If the function pointer table contains the NULL pointer for a particular function, then it's not supported on the current implementation... this will be useful for GL extensions and cross-version compatibility, too (you don't need different LUA versions for OpenGL1.1, 1.2, 1.3, 1.4, 1.5, 2.0 etc but leave some function pointers just empty if they are not supported by the current implementation).
Also this makes it possible to share your wrapper code for multiple functions with the same parameter layout (e.g. same handler for all functions with no arguments, same for functions with float arguments etc).

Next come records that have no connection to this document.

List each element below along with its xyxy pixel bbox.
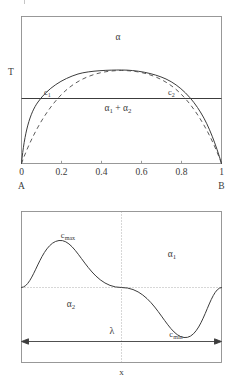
- phase-diagram-xtick-1: 0.2: [56, 168, 68, 178]
- figure-root: T α α1 + α2 c1 c2 0 0.2 0.4 0.6 0.8 1 A …: [0, 0, 238, 386]
- region-alpha2-sub: 2: [72, 303, 75, 310]
- wavelength-arrow-head-right: [215, 339, 222, 344]
- phase-diagram-xtick-0: 0: [19, 168, 24, 178]
- endpoint-label-a: A: [18, 182, 25, 192]
- spinodal-curve: [22, 71, 222, 164]
- wavelength-arrow: [22, 339, 222, 344]
- phase-diagram-xtick-2: 0.4: [96, 168, 108, 178]
- composition-c2-label: c2: [168, 88, 175, 98]
- wavelength-arrow-head-left: [22, 339, 29, 344]
- wavelength-label: λ: [110, 326, 115, 336]
- region-alpha2-label: α2: [67, 300, 75, 311]
- phase-diagram-y-axis-label: T: [8, 68, 14, 78]
- c-max-sub: max: [65, 235, 76, 241]
- two-phase-region-label: α1 + α2: [105, 104, 132, 115]
- region-alpha1-sub: 1: [173, 253, 176, 260]
- two-phase-plus: +: [113, 103, 123, 113]
- composition-wave-x-axis-label: x: [119, 368, 124, 377]
- single-phase-region-label: α: [116, 33, 121, 43]
- phase-diagram-frame: [22, 17, 222, 164]
- phase-diagram-xtick-3: 0.6: [136, 168, 148, 178]
- phase-diagram-xtick-4: 0.8: [176, 168, 188, 178]
- composition-wave-panel: [22, 212, 222, 363]
- c-min-sub: min: [173, 334, 183, 340]
- c-max-label: cmax: [61, 231, 75, 241]
- phase-diagram-xtick-5: 1: [219, 168, 224, 178]
- phase-diagram-panel: [22, 17, 222, 164]
- endpoint-label-b: B: [218, 182, 224, 192]
- two-phase-alpha2-sub: 2: [128, 107, 131, 114]
- phase-diagram-xticks: [22, 159, 222, 164]
- binodal-curve: [22, 70, 222, 164]
- c-min-label: cmin: [169, 330, 182, 340]
- figure-canvas: [0, 0, 238, 386]
- c2-sub: 2: [172, 92, 175, 98]
- composition-c1-label: c1: [44, 88, 51, 98]
- c1-sub: 1: [48, 92, 51, 98]
- region-alpha1-label: α1: [168, 250, 176, 261]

Shine wrote:Crrently o PSP the 3D rendering is very slow and the graphics looks wrong. Maybe someone has an idea how to fix it.
can you please provide some numbers, how many frames per second are actually rendered?
The PSP GU hardware uses a very simple clip algorithm: triangles are clipped when some vertices are outside the clip margin of the screen. We could work around this by doing clipping in software, but this may slow down things and is probably not required in typical game development environments: usually you will have textures, models etc in high-resolution format and scale them down to lower-resolution textures and models for a particular target platform.
For the PSP this means that triangles should get a sane aspect ratio (very long and thin triangles are likely to fall victim of the simple clip algoritm of the PSP GU).
Shine wrote:Would be nice to port it to Mac OS X and Linux X11, too. Should be not too difficult: See common/luaplayer.h for the list of functions you have to implement and examples in the psp, ps3 and win32 implementations. On startup you have to call luaplayerMain, then the functions you provide will be called.
For Linux/X11 EGL wrappers are available on the web, for Linux/XGL EGL is a native API, so the PSP port should work as well. Writing an EGL wrapper for OSX should be simple, GLUT is available for all platforms, so a port to GLUT would handle them all.